CST 300 - Week 3 - Things You Should Know
Part 1
Last week I listed note taking as something I could improve on. Generally my notes are not as thorough as I want them to be, and my writing is sometimes messy. Beyond the obvious improvement of writing neater (haha), one tip that stuck out to me from the study strategy side was the idea of the Split Page Method.
Essentially splitting your note page into three columns. The first is notes directly from your textbook. The second is notes directly from class. The third is questions you or other students ask the professor. I like the idea of doing the first column before a lecture, to allow me to connect what was in the book to the lecture immediately. Definitely something I will try as I finish up my lower division courses.
Part 2
Update the learning journal to include what you have learned from this week's readings and activities—especially the materials on ethics.
This week was good. I think it made me really appreciate the transformation between a draft and final version in regards to our Industry Analysis Essay. The feedback I received from my teammates was helpful, and more importantly forced me to re-assess some pieces of my essay. I can see that what I submitted is much better than the first draft I wrote.
In terms of ethics and thinking about what our paper will be about, I found it very interesting how tech seems to be at the forefront of ethical concerns in society. There are so many potential topics against our field of technology. From a purely academic standpoint, I enjoyed reading more on Deontological ethics. This kind of moral-based ethics I think really resonated with me as someone who was born in the US. I feel it’s the basis for many of our cultural norms in this country.
Part 3
The reading assignment “What a Computer Science Major Needs to Know” was quite thorough. In a previous job we had a saying that software engineers need to be T-shaped. Meaning, they have a wide breadth of knowledge (the top of the T), and a deep specialization in one area (the leg of the T). This document definitely aligns with that. Software Engineering as a whole is so broad. No one individual will ever be able to grasp all of it, at the deepest levels. That said, having shallow knowledge in as many areas as possible makes you a more well rounded developer.
A great call out of this is Security. Let’s say you’re an Software Engineer and you’ve poured hours and weeks of work into a Backend Service that exposes RESTful APIs for a Single Page App. All of a sudden your service goes down. You restart, it goes down again. You then notice there’s a wave of DDOS attacks hitting specific endpoints that you exposed. What do you do? If you don’t have a security team to fall back on, you need to think about security. For example:
Are your endpoints public? Can you add auth tokens to stop bad requests?
Are there computationally expensive processes called by the endpoints that could be optimized?
Do you have any endpoint protection in place? (Firewalls)
Do you have logging to see where attacking requests are coming from?
Security is a deep specialization, but even a shallow understanding of it and the tools available will give you the ability to make better decisions. So being able to have that for many areas of Software will just make you a better developer!
Part 4
Online courses, and online programs have given us a great deal of flexibility for how we learn in a college environment. They have been essential to me as a working professional, to be able to go at my own pace and let me study during my free time. However, they truly represent the idea of “what you put in, you get out”.
For all classes but especially in CS Online – it is crucial to follow the CSUMB CS Online Code of Integrity. If you’re not being responsible, and doing your own work you are robbing yourself of important learning for your career. We’re all here voluntarily, and have paid an unquestionably large tuition fee to be here – so it only makes sense to put in as much effort as you can, and get out as much knowledge as you can.
Richard I've decided to use the Split Page Method—textbook notes, lecture highlights, and questions—to improve my note-taking skills and maintain organization. My Industry Analysis Essay revisions were enhanced by this week's emphasis on ethics, especially deontological concepts, which also served as a reminder of how feedback can strengthen drafts of an essay. I adopted the T-shaped paradigm from "What a Computer Science Major Needs to Know," which combines deep expertise with wide knowledge, as demonstrated by protecting REST APIs in a mock DDoS attack. Last but not least, the flexibility of online learning necessitates academic honesty; abiding by CSUMB's Code of honesty guarantees that I get the most out of my education.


Instructions for the task: When you return the material, keep every line exactly as it is and omit the pictures.

Given data:
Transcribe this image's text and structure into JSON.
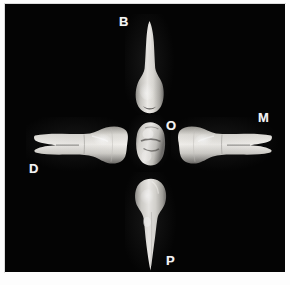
{
  "figure": {
    "background_color": "#fdfdfd",
    "plate_color": "#040404",
    "label_color": "#f4f4f4",
    "enamel_color": "#d8d6d2",
    "shadow_color": "#4a4845"
  },
  "labels": {
    "buccal": "B",
    "distal": "D",
    "occlusal": "O",
    "mesial": "M",
    "palatal": "P"
  },
  "specimens": [
    {
      "view": "buccal",
      "label": "B",
      "description": "tooth-buccal-view"
    },
    {
      "view": "distal",
      "label": "D",
      "description": "tooth-distal-view"
    },
    {
      "view": "occlusal",
      "label": "O",
      "description": "tooth-occlusal-view"
    },
    {
      "view": "mesial",
      "label": "M",
      "description": "tooth-mesial-view"
    },
    {
      "view": "palatal",
      "label": "P",
      "description": "tooth-palatal-view"
    }
  ]
}
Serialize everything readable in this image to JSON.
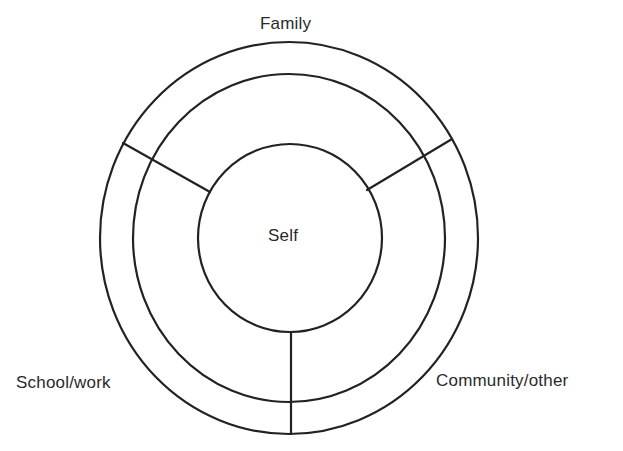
{
  "diagram": {
    "type": "concentric-circles",
    "center_label": "Self",
    "ring_labels": {
      "top": "Family",
      "bottom_left": "School/work",
      "bottom_right": "Community/other"
    },
    "stroke_color": "#222222",
    "background_color": "#ffffff",
    "shapes": {
      "outer_circle": {
        "cx": 289,
        "cy": 238,
        "rx": 189,
        "ry": 196
      },
      "middle_circle": {
        "cx": 289,
        "cy": 238,
        "rx": 156,
        "ry": 164
      },
      "self_circle": {
        "cx": 290,
        "cy": 238,
        "rx": 92,
        "ry": 94
      }
    },
    "sections": [
      "Family",
      "School/work",
      "Community/other"
    ]
  }
}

Solution for this task:
Transcribe this image's text and structure into JSON.
{
  "figure": {
    "background_color": "#fdfdfd",
    "plate_color": "#040404",
    "label_color": "#f4f4f4",
    "enamel_color": "#d8d6d2",
    "shadow_color": "#4a4845"
  },
  "labels": {
    "buccal": "B",
    "distal": "D",
    "occlusal": "O",
    "mesial": "M",
    "palatal": "P"
  },
  "specimens": [
    {
      "view": "buccal",
      "label": "B",
      "description": "tooth-buccal-view"
    },
    {
      "view": "distal",
      "label": "D",
      "description": "tooth-distal-view"
    },
    {
      "view": "occlusal",
      "label": "O",
      "description": "tooth-occlusal-view"
    },
    {
      "view": "mesial",
      "label": "M",
      "description": "tooth-mesial-view"
    },
    {
      "view": "palatal",
      "label": "P",
      "description": "tooth-palatal-view"
    }
  ]
}
Serialize everything readable in this image to JSON.
{
  "diagram": {
    "type": "concentric-circles",
    "center_label": "Self",
    "ring_labels": {
      "top": "Family",
      "bottom_left": "School/work",
      "bottom_right": "Community/other"
    },
    "stroke_color": "#222222",
    "background_color": "#ffffff",
    "shapes": {
      "outer_circle": {
        "cx": 289,
        "cy": 238,
        "rx": 189,
        "ry": 196
      },
      "middle_circle": {
        "cx": 289,
        "cy": 238,
        "rx": 156,
        "ry": 164
      },
      "self_circle": {
        "cx": 290,
        "cy": 238,
        "rx": 92,
        "ry": 94
      }
    },
    "sections": [
      "Family",
      "School/work",
      "Community/other"
    ]
  }
}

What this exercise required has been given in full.